The region consisting of the Provinces of Buenos Ayres, Santa Fé, Córdoba, and Entre Rios, which is the richest in cereals, is also that in which the greatest number of small farms are to be found. The statistics for 1901-1902 show that out of 37,434 farms 13,150, or about 36 per cent., were worked by their owners; 18,819, or 50 per cent., by tenants; and 5465, or 14 per cent., by métayers—that is, tenants who give up from half to two-thirds of the crops to the owner of the land. Other more recent statistics, relating to the Province of Santa Fé, give the number of farmers owning their land at the time of the harvest as 6747, or 32 per cent., and the number of tenants as 14,227, or 68 per cent.
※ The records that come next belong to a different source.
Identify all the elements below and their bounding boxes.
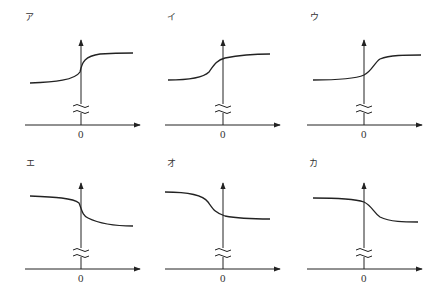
panel-ka: カ 0 — [307, 158, 422, 284]
panel-u: ウ 0 — [307, 12, 422, 140]
panel-label: カ — [309, 158, 318, 168]
panel-label: エ — [26, 158, 35, 168]
curve — [313, 198, 418, 222]
panel-i: イ 0 — [165, 12, 280, 140]
origin-label: 0 — [361, 128, 367, 140]
origin-label: 0 — [78, 128, 84, 140]
origin-label: 0 — [361, 272, 367, 284]
panel-label: イ — [167, 12, 176, 22]
figure: ア 0 イ 0 ウ 0 エ 0 オ — [0, 0, 447, 297]
panel-a: ア 0 — [25, 12, 140, 140]
curve — [165, 192, 270, 219]
panel-label: ウ — [310, 12, 319, 22]
panel-label: ア — [25, 12, 34, 22]
curve — [313, 55, 421, 80]
curve — [168, 54, 270, 80]
origin-label: 0 — [220, 128, 226, 140]
panel-label: オ — [167, 158, 176, 168]
panel-o: オ 0 — [165, 158, 280, 284]
origin-label: 0 — [78, 272, 84, 284]
origin-label: 0 — [220, 272, 226, 284]
panel-e: エ 0 — [25, 158, 140, 284]
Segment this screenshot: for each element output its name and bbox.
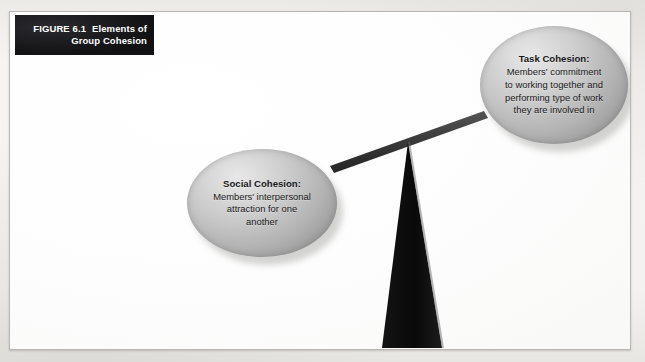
figure-page: Social Cohesion:Members' interpersonal a… <box>0 0 645 362</box>
figure-caption-banner: FIGURE 6.1Elements of Group Cohesion <box>15 15 154 55</box>
task-cohesion-text: Task Cohesion:Members' commitment to wor… <box>505 53 603 116</box>
figure-canvas: Social Cohesion:Members' interpersonal a… <box>10 12 630 349</box>
figure-caption-label: FIGURE 6.1 <box>33 23 86 34</box>
node-social-cohesion[interactable]: Social Cohesion:Members' interpersonal a… <box>187 149 337 257</box>
task-cohesion-title: Task Cohesion: <box>505 53 603 66</box>
social-cohesion-title: Social Cohesion: <box>213 178 311 191</box>
figure-caption-text: FIGURE 6.1Elements of Group Cohesion <box>33 23 147 48</box>
social-cohesion-body: Members' interpersonal attraction for on… <box>213 191 311 227</box>
fulcrum-triangle <box>370 140 448 349</box>
task-cohesion-body: Members' commitment to working together … <box>505 66 603 115</box>
node-task-cohesion[interactable]: Task Cohesion:Members' commitment to wor… <box>480 26 628 144</box>
figure-frame: Social Cohesion:Members' interpersonal a… <box>9 11 631 350</box>
social-cohesion-text: Social Cohesion:Members' interpersonal a… <box>213 178 311 229</box>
The majority of the farms, especially those cultivated by the owners, says the Investigación agricola, have an area varying from 60 to 250 acres. Farms held on lease or by payment of part of the harvest are usually larger, especially in the former case, and the work is done with greater expedition, but as a rule less perfectly and without the same stimulus. Farms varying from 750 to 1500 acres and more which employ day-labourers are still less numerous, since as a general thing nothing is gained by employing them. On the other hand, however, there are large farms whose owners in reality only supervise matters of administration, and which are divided among tenant-farmers or métayers, paying so much per cent, of the harvest, or a rent in kind, according to the crops and the conditions agreed upon. In such a case the proprietor or colonist is not actually an agriculturalist, but a business man, who more often than not has not sufficient knowledge to assume the scientific or even the rational direction of the operations on his estate.
Agricultural Products
Having considered the physical conditions of the Argentine soil, the regions given over to particular forms of agriculture, and the disposition of rural property, the moment has now come to consider what areas are at present respectively producing crops of various kinds from seed, comparing them not only with the area of each province, but also with the statistics of previous years. In making this inquiry, we have a valuable starting-point in the Censo agropecuario, taken in the month of October 1888; the first serious undertaking of the kind ever attempted in the Republic under competent direction.[40]